Friday, November 1, 2013

Scraps and Pieces


  • Well, Fall Quilt started yesterday with somewhere around 70 women arriving...followed by 50 or so today. They're all wiling away the hours with their sewing machines. This will go on through the whole month of November (minus the week of Thanksgiving) and then one more week in December. I'm much calmer going into it than I was in the spring....maybe because I have done it once or maybe because 90% of the women were signed-up and fully registered before the middle of September. That made getting ready much easier!


  • Last night, Andrea and I went to a family's house to play games with some friends of hers. They had several other people over, too. We played Catch Phrase, which is always fun. And we played a game called Four on a Couch. That took me a little bit to get a hang of and it wasn't until I got home and was lying in bed that I knew what I should have been keeping track of (although I guess I did a pretty good job, according to the people I was playing with).

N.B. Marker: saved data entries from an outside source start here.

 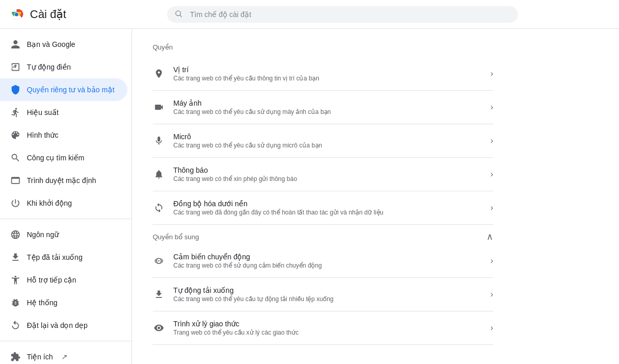 What do you see at coordinates (64, 303) in the screenshot?
I see `sidebar-item-he-thong: Hệ thống` at bounding box center [64, 303].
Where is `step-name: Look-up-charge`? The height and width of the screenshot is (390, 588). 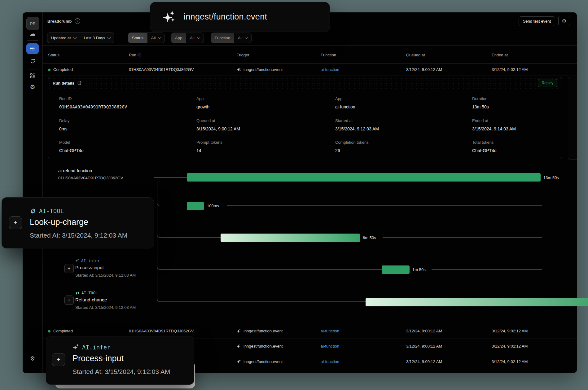 step-name: Look-up-charge is located at coordinates (59, 222).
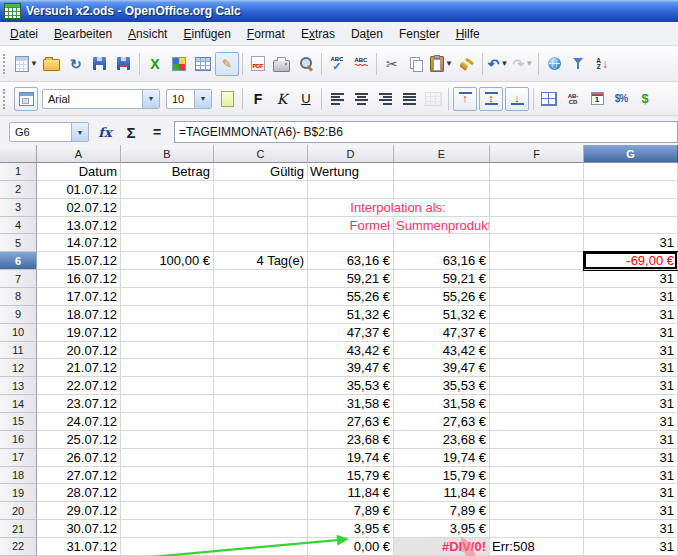  I want to click on menu-datei: Datei, so click(24, 34).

  • I think the funnest part, though, was when one of the girls was telling a story about her recent jogging experience. I do live out in the country, surrounded by corn fields and dairy farms. So, lots of cows. I see the around when I'm out jogging, too, but they're usually within their fences. If they've escaped, they stay in their field and leave me alone. Well, she was jogging down a country road like most runners in the 21st century looking down at her iPod rather than what might be in front of her. When she was brought to an abrupt stop by running right into a cow. A cow who wasn't scared of her at all. She tried to scare it out of the road by yelling and throwing rocks, but that only made the cow mad. It came towards her...she got scared...and then tumbled over the side of the road into the swampy ditch.

         "Can you put running shoes in the wash?" she asked.

  • Also last evening, Andrea showed me a video of two of her nephews. The older one found a live mouse caught by the tail in a trap. At first, he was scared of it but eventually he picked it up by the trap, the little house jerking around as it tried to get away. His father was asking what he should do with it, but since he wasn't sure, their dad suggested taking it outside. 

         "Oh, yes," the younger boy had now come to look at the mouse. "It needs to go outside."

         "Does it?" their dad asked.

         "Yes," the boy replied. "We need to take it for a walk outside."


  • And today I learned from a teenage boy what a Cricket machine is: "A woman's video game console."